I read that novel at the age of twenty-one, and it made me regret the wasted years of Communion without confession, and of faith without charity. To be precise, it was the confession scene after the harrowing hellfire sermon that moved me. Young Stephen Dedalus has a visceral experience of the confessional that hits him to the bottom of his stomach, and the reader feels the same. Thomas Merton experienced something similar when he read Joyce. How strange it is that even his anti-clerical stuff can serve as a half-decent tool for evangelization. In school, I am sure that my class learned what the seal of confession meant from the Irish ballad “The Croppy Boy” (a favorite of Joyce’s), in which the title character is about to go fight in the rebellion of 1798. The boy goes to confession in a church, saying, “I bear no hate against living thing, / But I love my Country above my King.” Little does he know that the figure behind the grille is not a priest but a British officer, who arrests him forthwith. And by a strange twist, my own return to the sacrament of penance was occasioned by Piaras Béaslaí’s literary memorial of another doomed Irish patriot, not in 1798 but in 1922, not arrested in a confessional but snatched away unshriven on a dirt road.

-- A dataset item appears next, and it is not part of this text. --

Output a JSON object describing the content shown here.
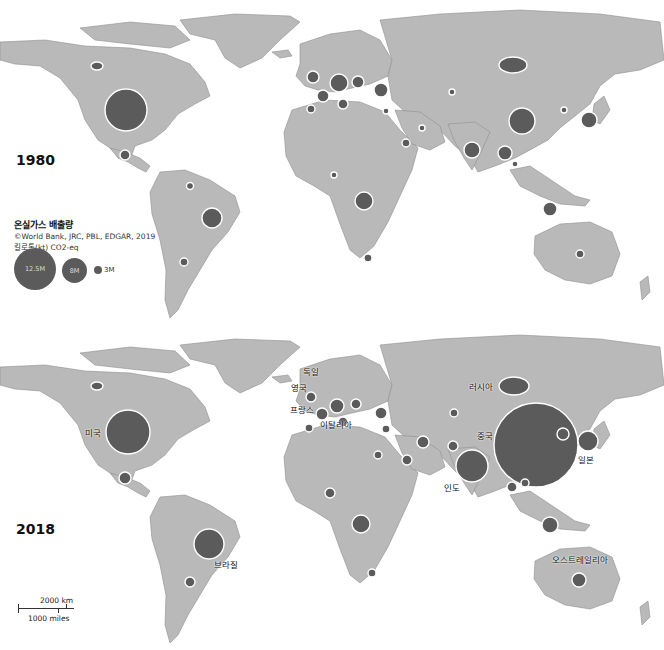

In 1965, an eyewitness of Collins’s death appeared on Irish television and told the whole story. When Collins was shot, the gunfire was so heavy that no one could cross over and come to Collins’s side for a quarter of an hour. He had no comrade by his side to whisper the prayer into his ear. By the time the ambuscade retreated, it was too late. Collins’s ear could receive no more gracious words, could receive into it nothing but clay. Was the story of the repentant squeeze of the dying general’s hand a tale told to comfort Kitty Kiernan? Was she lied to? Had I been lied to by Béaslaí? Had it been a lie told eighty years before that had inspired me to come to the truth in the sacrament of penance? Had a consoling falsehood about a man dying by the roadside encouraged me to pick myself up after having fallen by the wayside? If a past generation of Irish people needed to hear that Collins died penitent for its own peace of mind, then I needed to read that same account in order to make my peace with God.
Why is it such a dreadful thought to die alone? If there is not a priest at our side to whisper the words of absolution, dare we hope that the last sounds to strike our hammer, anvil, and stirrup might be the words of the Act of Contrition? Yet contrition should not be a sound in our ears but a truth in our heart and on our lips, not whispered in our ears by a friend but poured into our hearts by the Holy Spirit. No one in the Church truly dies alone. The Church herself says prayers of contrition for those who seem beyond all help. No such prayer is ever in vain, and perhaps even the sincere Act of Contrition made to the false minister by the pikeman of 1798 came to the succor of the fallen gunman of 1922.